In Memoriam Julius Doerner
JULIUS DOERNER is dead. He had been a book dealer after his own heart. Living among his books was his delight. He bought constantly, sold little and read much: a man who valued his books by their contents. He was as simple as a girl of sixteen, a bad girl of sixteen.
He wore an alpaca coat and panama hat winter and summer, in snow and shine. Both were bought ten years ago at a Salvation Army store. Cats were Julius Doerner’s only companions; stray cats picked up on dark nights in alleys and doorways. They were named after the days of the week on which he found them. He never had more than fourteen. “Friday Afternoon” was a black tom-cat with six toes on each paw. It could talk. Doerner said so and he was very truthful. He hated women who were unwomanly, thought policemen incompetent, and lived on seven cents a day.
He loved his mother, who sent him a fried chicken every Christmas, half a turkey on each Thanksgiving day, and who brought him into this world fifty-seven years ago.
He loved her so much that he wanted to give her a gift which no money in the world could purchase—exclusive, unique. So, he bought an old Washington hand press, rusty and prehistoric type, and wrote a book for her; he set it up letter by letter, word by word, line by line, page by page; distributing the type after he had made only one impression. It took him three years to complete his book. It took him another year to illuminate it with rare wood cuts by Durer and Kranach, with miniatures taken from old hand-written cloister books. He bound it with his own hands, and tooled the leather of its covers with exquisite golden arabesques.
His old mother in Pennsylvania could not read a word of English, though born and brought up in America. She used Pennsylvania Dutch exclusively.
Julius Doerner never slept in a bed but was accustomed to sit up all night in a Morris chair in the back of his shop. His most exquisite pleasure, and only recreation was to play Bach, Mozart and Beethoven on an old spinet.
He wore the same celluloid collar for twelve years, and washed it every Monday morning with sapolio. The same cake and collar were purchased from a starving peddler on a very cold night, as an alternative to giving the peddler two bits for a night’s lodging.
Goethe and Franz Lieber were his favorites; Whitman, Poe and Wilde, his vaudeville stage.
He cooked vegetable soup in a big tin kettle each Tuesday, and drank it cold for the rest of the week, until the kettle was empty.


## What you need to do
To complete the exercise, write out all the data exactly.

= Beginning of Section =

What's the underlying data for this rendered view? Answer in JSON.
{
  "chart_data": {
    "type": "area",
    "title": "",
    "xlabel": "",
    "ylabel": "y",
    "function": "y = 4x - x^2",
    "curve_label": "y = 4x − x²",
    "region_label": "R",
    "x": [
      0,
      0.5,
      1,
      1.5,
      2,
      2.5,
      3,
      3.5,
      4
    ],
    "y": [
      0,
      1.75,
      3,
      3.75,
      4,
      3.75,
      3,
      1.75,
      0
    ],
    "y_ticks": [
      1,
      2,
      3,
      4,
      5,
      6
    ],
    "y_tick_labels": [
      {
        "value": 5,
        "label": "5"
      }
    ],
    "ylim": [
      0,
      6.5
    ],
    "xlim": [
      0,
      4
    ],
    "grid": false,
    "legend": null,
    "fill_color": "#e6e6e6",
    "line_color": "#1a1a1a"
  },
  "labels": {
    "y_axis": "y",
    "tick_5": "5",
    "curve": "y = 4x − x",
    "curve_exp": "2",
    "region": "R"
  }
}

= End of Section =

## Answer area
What's the underlying data for this rendered view? Answer in JSON.
{
  "chart_data": {
    "type": "area",
    "title": "",
    "xlabel": "",
    "ylabel": "y",
    "function": "y = 4x - x^2",
    "curve_label": "y = 4x − x²",
    "region_label": "R",
    "x": [
      0,
      0.5,
      1,
      1.5,
      2,
      2.5,
      3,
      3.5,
      4
    ],
    "y": [
      0,
      1.75,
      3,
      3.75,
      4,
      3.75,
      3,
      1.75,
      0
    ],
    "y_ticks": [
      1,
      2,
      3,
      4,
      5,
      6
    ],
    "y_tick_labels": [
      {
        "value": 5,
        "label": "5"
      }
    ],
    "ylim": [
      0,
      6.5
    ],
    "xlim": [
      0,
      4
    ],
    "grid": false,
    "legend": null,
    "fill_color": "#e6e6e6",
    "line_color": "#1a1a1a"
  },
  "labels": {
    "y_axis": "y",
    "tick_5": "5",
    "curve": "y = 4x − x",
    "curve_exp": "2",
    "region": "R"
  }
}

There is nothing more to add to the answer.